In the other thread we talked about the guideline for choosing suitable embedding dimension and embedding delay, and Ragwitz' criterion was brought up.
One technical detail that is bothering me is that when we optimize the relative prediction error we have to choose the number of nearest neighbors for the locally constant predictor. Is the relative prediction error sensitive to the choice of that number?
I have been trying to reproduce some of the results in Ragwitz and Kantz 2002 mentioned by Michael Wibral in the other thread:
Markov models from data by simple nonlinear time series predictors in delay embedding spaces.
Ragwitz M, Kantz H.
Phys Rev E Stat Nonlin Soft Matter Phys. 2002 May;65(5 Pt 2):056201. Epub 2002 Apr 15.
I have been working hard reproducing Fig. 3 in Ragwitz & Kantz 2002 (Fig. 3 is one of the key results in the work) but so far I am not able to reproduce it:
1) I used TRENTOOL's TEragwitz.m to calculate the relative prediction error as a function of embedding dimension and embedding delay, and I have tried a range of sizeNei (the number of nearest neighbors used in the locally constant predictor) and the length of the time series, but the results were very different from Ragwitz & Kantz 2002.
2) Ragwitz & Kantz 2002 is very vague in how they calculated the relative prediction error. Instead of fixing the number of nearest neighbors, they fixed the radius of neighborhood and went through some pretty elaborate procedures if the number of points in the neighborhood is too small.
3) As a last resort, I tried Tisean's lzo-test (
http://www.mpipks-dresden.mpg.de/~tisean/Tisean_3.0.0/docs/docs_c/lzo-test.html). Setting k=30 (the minimal number of nearest neighbors used for the locally constant predictor) seemed to produce something similar to Ragwitz & Kantz 2002's Fig 3(a), but I couldn't reproduce anything similar to FIg. 3(b) and 3(c). What's worse, the relative prediction error seemed to be quite sensitive to the value of k.
I'm just wondering if anyone has successfully reproduce the results in Ragwitz & Kantz 2002.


Activity | Taking the lines below one at a time, count those with the string "area" and give the result alone.

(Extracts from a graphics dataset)
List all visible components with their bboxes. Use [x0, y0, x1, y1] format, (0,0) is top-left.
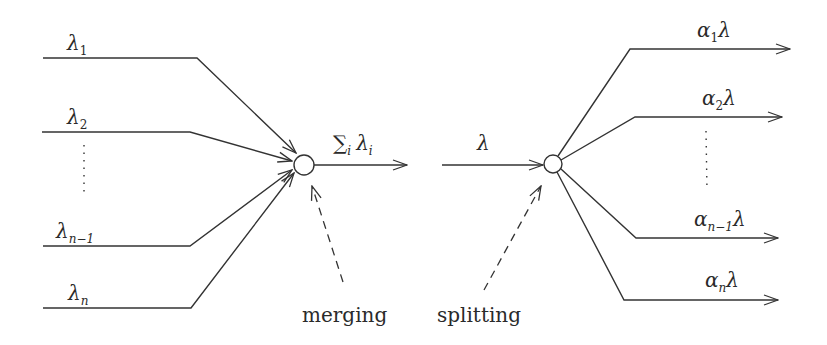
split-output-n-label: αnλ: [705, 268, 739, 295]
splitting-caption: splitting: [437, 303, 521, 327]
split-output-n: αnλ: [557, 172, 778, 300]
merge-input-n-label: λn: [67, 281, 88, 308]
merge-input-n-minus-1: λn−1: [43, 170, 292, 246]
split-output-n-minus-1: αn−1λ: [561, 169, 778, 238]
merge-output: ∑iλi: [314, 131, 407, 165]
merge-input-2-label: λ2: [66, 105, 87, 132]
merge-node: [294, 155, 314, 175]
split-node: [544, 155, 562, 173]
split-output-2-label: α2λ: [702, 86, 736, 113]
split-input: λ: [442, 131, 543, 165]
merge-input-n-minus-1-label: λn−1: [55, 219, 94, 246]
split-output-1-line: [558, 49, 790, 156]
splitting-pointer-dashed: [484, 186, 541, 290]
split-output-n-minus-1-label: αn−1λ: [694, 207, 746, 234]
split-output-2-line: [561, 117, 782, 160]
split-output-2: α2λ: [561, 86, 782, 160]
merge-output-label: ∑iλi: [333, 131, 373, 158]
merge-input-2-line: [42, 132, 292, 161]
merge-input-1-label: λ1: [66, 31, 87, 58]
split-output-1-label: α1λ: [697, 18, 731, 45]
split-input-label: λ: [476, 131, 490, 155]
split-output-n-line: [557, 172, 778, 300]
merging-caption: merging: [302, 303, 387, 327]
split-ellipsis-dots: [706, 131, 707, 190]
merge-input-1: λ1: [43, 31, 296, 153]
merge-input-1-line: [43, 58, 296, 153]
merging-section: λ1 λ2 λn−1 λn ∑iλi merging: [42, 31, 407, 327]
merging-splitting-diagram: λ1 λ2 λn−1 λn ∑iλi merging: [0, 0, 827, 345]
split-output-1: α1λ: [558, 18, 790, 156]
merging-pointer-dashed: [312, 186, 343, 282]
splitting-section: λ α1λ α2λ αn−1λ αnλ splitting: [437, 18, 790, 327]
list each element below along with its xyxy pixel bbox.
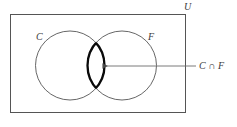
set-circle-c	[36, 31, 105, 100]
universal-set-rectangle	[11, 15, 186, 113]
intersection-annotation-label: C ∩ F	[199, 60, 225, 71]
set-label-f: F	[147, 31, 155, 42]
venn-diagram-figure: U C F C ∩ F	[0, 0, 237, 127]
universal-set-label: U	[184, 1, 192, 12]
set-label-c: C	[36, 31, 43, 42]
set-circle-f	[88, 31, 157, 100]
venn-diagram-canvas: U C F C ∩ F	[0, 0, 237, 127]
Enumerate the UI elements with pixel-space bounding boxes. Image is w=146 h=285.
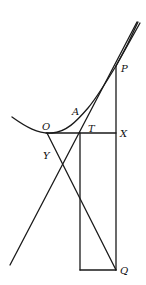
curve-extension (116, 23, 140, 66)
label-o: O (42, 121, 50, 132)
label-x: X (119, 128, 128, 139)
line-oq (47, 133, 116, 270)
label-a: A (71, 106, 79, 117)
diagram-figure: P A O T X Y Q (0, 0, 146, 285)
label-p: P (120, 63, 128, 74)
tangent-line (10, 22, 137, 265)
label-q: Q (120, 265, 128, 276)
label-y: Y (43, 150, 51, 161)
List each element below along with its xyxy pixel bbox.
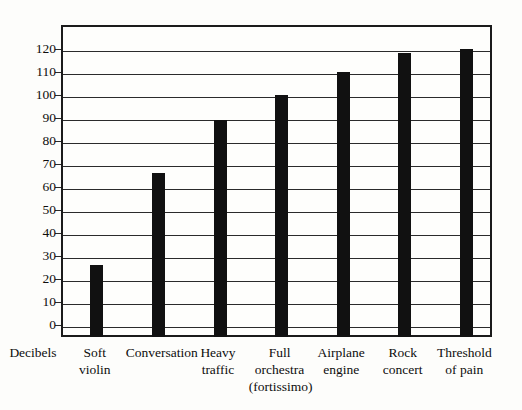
- bar: [398, 53, 411, 337]
- y-tick-label-60: 60: [43, 180, 57, 194]
- x-axis-label: Conversation: [126, 344, 188, 361]
- x-axis-label: Thresholdof pain: [434, 344, 496, 378]
- y-tick-label-30: 30: [43, 249, 57, 263]
- x-axis-label: Airplaneengine: [310, 344, 372, 378]
- x-axis-label-line: engine: [310, 361, 372, 378]
- y-tick-label-120: 120: [36, 42, 56, 56]
- x-axis-label-line: concert: [372, 361, 434, 378]
- y-tick-label-40: 40: [43, 226, 57, 240]
- x-axis-label-line: Full: [249, 344, 311, 361]
- x-axis-label-line: Threshold: [434, 344, 496, 361]
- y-tick-label-110: 110: [36, 65, 56, 79]
- gridline-120: [63, 51, 490, 52]
- x-axis-title: Decibels: [4, 344, 62, 361]
- gridline-110: [63, 74, 490, 75]
- bar: [460, 49, 473, 337]
- x-axis-label-line: Airplane: [310, 344, 372, 361]
- bar: [90, 265, 103, 337]
- plot-area: [61, 25, 492, 337]
- y-tick-label-90: 90: [43, 111, 57, 125]
- x-axis-label-line: violin: [64, 361, 126, 378]
- x-axis-label: Softviolin: [64, 344, 126, 378]
- y-tick-label-0: 0: [49, 318, 56, 332]
- y-tick-label-70: 70: [43, 157, 57, 171]
- x-axis-label-line: Conversation: [126, 344, 188, 361]
- x-axis-label-line: of pain: [434, 361, 496, 378]
- y-tick-label-100: 100: [36, 88, 56, 102]
- x-axis-label-line: (fortissimo): [249, 378, 311, 395]
- y-tick-label-80: 80: [43, 134, 57, 148]
- x-axis-label-line: Rock: [372, 344, 434, 361]
- x-axis-label-line: traffic: [187, 361, 249, 378]
- x-axis-label-line: Soft: [64, 344, 126, 361]
- decibel-bar-chart: 0102030405060708090100110120 Decibels So…: [0, 0, 522, 410]
- y-tick-label-10: 10: [43, 295, 57, 309]
- y-tick-label-50: 50: [43, 203, 57, 217]
- x-axis-label: Fullorchestra(fortissimo): [249, 344, 311, 395]
- x-axis-labels: Decibels SoftviolinConversationHeavytraf…: [0, 344, 522, 410]
- x-axis-label-line: orchestra: [249, 361, 311, 378]
- y-tick-label-20: 20: [43, 272, 57, 286]
- x-axis-label: Rockconcert: [372, 344, 434, 378]
- x-axis-label: Heavytraffic: [187, 344, 249, 378]
- bar: [275, 95, 288, 337]
- x-axis-label-line: Heavy: [187, 344, 249, 361]
- bar: [337, 72, 350, 337]
- bar: [152, 173, 165, 337]
- bar: [214, 120, 227, 337]
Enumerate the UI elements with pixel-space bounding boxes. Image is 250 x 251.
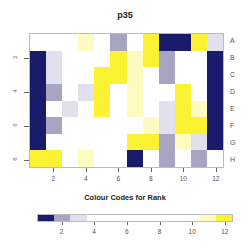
heatmap-cell (175, 84, 191, 101)
heatmap-cell (46, 117, 62, 134)
heatmap-cell (191, 51, 207, 68)
y-tick (24, 58, 29, 59)
color-legend-bar (37, 214, 233, 222)
y-tick-label: 6 (12, 120, 18, 130)
row-label: G (230, 139, 240, 146)
heatmap-cell (207, 117, 223, 134)
heatmap-cell (191, 84, 207, 101)
row-label: A (230, 37, 240, 44)
x-tick-label: 2 (45, 175, 61, 182)
legend-segment (54, 215, 70, 221)
heatmap-cell (175, 101, 191, 118)
heatmap-cell (207, 101, 223, 118)
heatmap-cell (127, 34, 143, 51)
heatmap-cell (159, 67, 175, 84)
heatmap-cell (175, 134, 191, 151)
heatmap-cell (127, 84, 143, 101)
heatmap-cell (30, 84, 46, 101)
heatmap-cell (30, 134, 46, 151)
heatmap-cell (191, 150, 207, 167)
heatmap-cell (78, 84, 94, 101)
heatmap-cell (207, 34, 223, 51)
heatmap-cell (62, 150, 78, 167)
heatmap-cell (46, 34, 62, 51)
chart-title: p35 (0, 10, 250, 20)
heatmap-cell (110, 134, 126, 151)
legend-segment (200, 215, 216, 221)
heatmap-cell (143, 150, 159, 167)
heatmap-cell (62, 117, 78, 134)
legend-tick-label: 6 (119, 228, 135, 235)
x-tick (53, 168, 54, 172)
heatmap-cell (175, 117, 191, 134)
heatmap-cell (94, 84, 110, 101)
heatmap-cell (127, 101, 143, 118)
row-label: F (230, 122, 240, 129)
row-label: H (230, 156, 240, 163)
heatmap-cell (78, 101, 94, 118)
heatmap-cell (127, 134, 143, 151)
row-label: B (230, 54, 240, 61)
heatmap-cell (191, 67, 207, 84)
x-tick-label: 4 (78, 175, 94, 182)
heatmap-cell (159, 84, 175, 101)
x-tick (183, 168, 184, 172)
legend-tick (127, 222, 128, 225)
legend-segment (119, 215, 135, 221)
heatmap-cell (207, 84, 223, 101)
heatmap-cell (94, 67, 110, 84)
heatmap-cell (94, 101, 110, 118)
heatmap-cell (62, 67, 78, 84)
heatmap-cell (94, 117, 110, 134)
legend-segment (135, 215, 151, 221)
legend-tick (225, 222, 226, 225)
heatmap-cell (159, 101, 175, 118)
heatmap-cell (62, 134, 78, 151)
y-tick-label: 2 (12, 52, 18, 62)
heatmap-cell (110, 67, 126, 84)
legend-segment (38, 215, 54, 221)
legend-segment (184, 215, 200, 221)
heatmap-cell (78, 117, 94, 134)
heatmap-cell (110, 34, 126, 51)
heatmap-cell (127, 117, 143, 134)
heatmap-cell (175, 34, 191, 51)
heatmap-cell (207, 134, 223, 151)
heatmap-cell (62, 51, 78, 68)
heatmap-cell (191, 34, 207, 51)
y-tick-label: 8 (12, 154, 18, 164)
heatmap-cell (78, 34, 94, 51)
heatmap-cell (30, 101, 46, 118)
heatmap-cell (110, 51, 126, 68)
y-tick (24, 160, 29, 161)
legend-segment (167, 215, 183, 221)
heatmap-cell (207, 67, 223, 84)
legend-tick-label: 2 (54, 228, 70, 235)
heatmap-cell (175, 51, 191, 68)
heatmap-cell (143, 67, 159, 84)
heatmap-cell (46, 51, 62, 68)
heatmap-cell (143, 84, 159, 101)
heatmap-cell (62, 84, 78, 101)
heatmap-cell (30, 117, 46, 134)
heatmap-cell (110, 101, 126, 118)
heatmap-cell (78, 51, 94, 68)
legend-segment (87, 215, 103, 221)
legend-tick-label: 4 (86, 228, 102, 235)
heatmap-cell (94, 51, 110, 68)
legend-tick (94, 222, 95, 225)
heatmap-cell (94, 34, 110, 51)
legend-tick (62, 222, 63, 225)
legend-tick-label: 8 (152, 228, 168, 235)
x-tick-label: 6 (110, 175, 126, 182)
heatmap-grid (30, 34, 223, 167)
legend-segment (70, 215, 86, 221)
heatmap-cell (62, 101, 78, 118)
legend-segment (103, 215, 119, 221)
heatmap-cell (46, 101, 62, 118)
x-tick (118, 168, 119, 172)
heatmap-cell (191, 134, 207, 151)
legend-tick (160, 222, 161, 225)
y-tick (24, 126, 29, 127)
heatmap-cell (30, 150, 46, 167)
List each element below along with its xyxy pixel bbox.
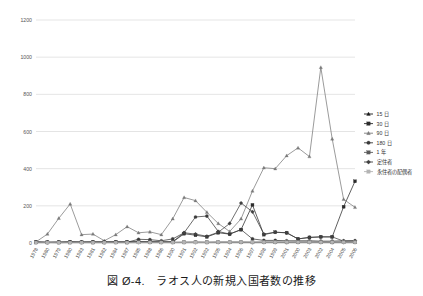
y-axis-ticks: 020040060080010001200 bbox=[20, 17, 32, 246]
x-axis-tick-label: 1998 bbox=[256, 246, 267, 259]
data-point bbox=[262, 241, 265, 244]
chart-area: 020040060080010001200 197819801979198019… bbox=[0, 0, 423, 270]
data-point bbox=[228, 241, 231, 244]
x-axis-tick-label: 1991 bbox=[176, 246, 187, 259]
data-point bbox=[308, 241, 311, 244]
line-chart: 020040060080010001200 197819801979198019… bbox=[0, 0, 423, 270]
x-axis-tick-label: 2004 bbox=[325, 246, 336, 259]
legend-label: 定住者 bbox=[377, 158, 392, 166]
series-3 bbox=[34, 214, 356, 244]
data-point bbox=[251, 203, 254, 206]
x-axis-tick-label: 1997 bbox=[245, 246, 256, 259]
data-point bbox=[285, 241, 288, 244]
legend-label: 1 年 bbox=[377, 148, 386, 156]
y-axis-tick-label: 1000 bbox=[20, 54, 32, 60]
data-point bbox=[114, 233, 117, 236]
legend-item-3[interactable]: 180 日 bbox=[364, 140, 392, 147]
data-point bbox=[183, 241, 186, 244]
data-point bbox=[342, 198, 345, 201]
x-axis-tick-label: 2006 bbox=[347, 246, 358, 259]
data-point bbox=[182, 196, 185, 199]
legend-label: 90 日 bbox=[377, 130, 389, 137]
data-point bbox=[148, 241, 151, 244]
data-point bbox=[319, 241, 322, 244]
x-axis-tick-label: 2001 bbox=[279, 246, 290, 259]
data-point bbox=[331, 137, 334, 140]
y-axis-tick-label: 1200 bbox=[20, 17, 32, 23]
y-axis-tick-label: 200 bbox=[23, 203, 32, 209]
x-axis-tick-label: 1992 bbox=[188, 246, 199, 259]
legend-label: 永住者の配偶者 bbox=[377, 168, 412, 176]
y-axis-tick-label: 0 bbox=[29, 240, 32, 246]
data-point bbox=[367, 141, 371, 145]
legend-label: 15 日 bbox=[377, 111, 389, 118]
x-axis-tick-label: 1980 bbox=[40, 246, 51, 259]
x-axis-tick-label: 1982 bbox=[97, 246, 108, 259]
data-point bbox=[126, 241, 129, 244]
legend-label: 180 日 bbox=[377, 140, 392, 147]
data-point bbox=[251, 241, 254, 244]
data-point bbox=[366, 160, 370, 164]
legend-item-5[interactable]: 定住者 bbox=[364, 158, 392, 166]
data-point bbox=[80, 241, 83, 244]
data-point bbox=[367, 122, 370, 125]
data-point bbox=[114, 241, 117, 244]
data-point bbox=[91, 241, 94, 244]
data-point bbox=[354, 241, 357, 244]
x-axis-tick-label: 1988 bbox=[142, 246, 153, 259]
legend-item-4[interactable]: 1 年 bbox=[364, 148, 386, 156]
data-point bbox=[240, 241, 243, 244]
data-point bbox=[285, 154, 288, 157]
data-point bbox=[194, 215, 197, 218]
x-axis-tick-label: 1978 bbox=[28, 246, 39, 259]
data-point bbox=[46, 241, 49, 244]
x-axis-tick-label: 2005 bbox=[336, 246, 347, 259]
data-point bbox=[228, 233, 231, 236]
x-axis-tick-label: 1999 bbox=[268, 246, 279, 259]
legend-item-6[interactable]: 永住者の配偶者 bbox=[364, 168, 412, 176]
x-axis-tick-label: 2000 bbox=[290, 246, 301, 259]
x-axis-tick-label: 1983 bbox=[74, 246, 85, 259]
figure-container: 020040060080010001200 197819801979198019… bbox=[0, 0, 423, 296]
chart-legend: 15 日30 日90 日180 日1 年定住者永住者の配偶者 bbox=[364, 111, 412, 176]
data-point bbox=[35, 241, 38, 244]
data-point bbox=[194, 241, 197, 244]
data-point bbox=[205, 214, 208, 217]
legend-item-2[interactable]: 90 日 bbox=[364, 130, 389, 137]
legend-item-1[interactable]: 30 日 bbox=[364, 121, 389, 128]
data-point bbox=[69, 202, 72, 205]
data-point bbox=[319, 66, 322, 69]
data-point bbox=[274, 241, 277, 244]
x-axis-tick-label: 1986 bbox=[154, 246, 165, 259]
legend-item-0[interactable]: 15 日 bbox=[364, 111, 389, 118]
data-point bbox=[239, 228, 242, 231]
x-axis-tick-label: 2003 bbox=[302, 246, 313, 259]
data-series-layer bbox=[34, 66, 357, 244]
data-point bbox=[296, 146, 299, 149]
x-axis-tick-label: 1987 bbox=[119, 246, 130, 259]
data-point bbox=[367, 170, 370, 173]
gridlines bbox=[36, 20, 355, 243]
data-point bbox=[251, 189, 254, 192]
data-point bbox=[354, 180, 357, 183]
x-axis-tick-label: 1979 bbox=[51, 246, 62, 259]
y-axis-tick-label: 600 bbox=[23, 129, 32, 135]
x-axis-ticks: 1978198019791980198319811982198419871985… bbox=[28, 243, 358, 259]
data-point bbox=[342, 205, 345, 208]
data-point bbox=[103, 241, 106, 244]
series-6 bbox=[35, 241, 357, 244]
data-point bbox=[367, 151, 370, 154]
data-point bbox=[297, 241, 300, 244]
legend-label: 30 日 bbox=[377, 121, 389, 128]
figure-caption: 図 Ø-4. ラオス人の新規入国者数の推移 bbox=[0, 272, 423, 288]
data-point bbox=[171, 217, 174, 220]
x-axis-tick-label: 1995 bbox=[211, 246, 222, 259]
data-point bbox=[251, 237, 254, 240]
x-axis-tick-label: 1985 bbox=[131, 246, 142, 259]
x-axis-tick-label: 1996 bbox=[233, 246, 244, 259]
data-point bbox=[57, 241, 60, 244]
x-axis-tick-label: 1980 bbox=[62, 246, 73, 259]
data-point bbox=[171, 241, 174, 244]
x-axis-tick-label: 1990 bbox=[165, 246, 176, 259]
data-point bbox=[69, 241, 72, 244]
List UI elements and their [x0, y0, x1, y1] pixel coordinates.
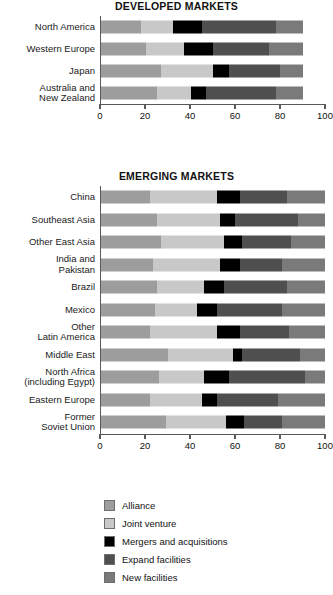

Task answer | 2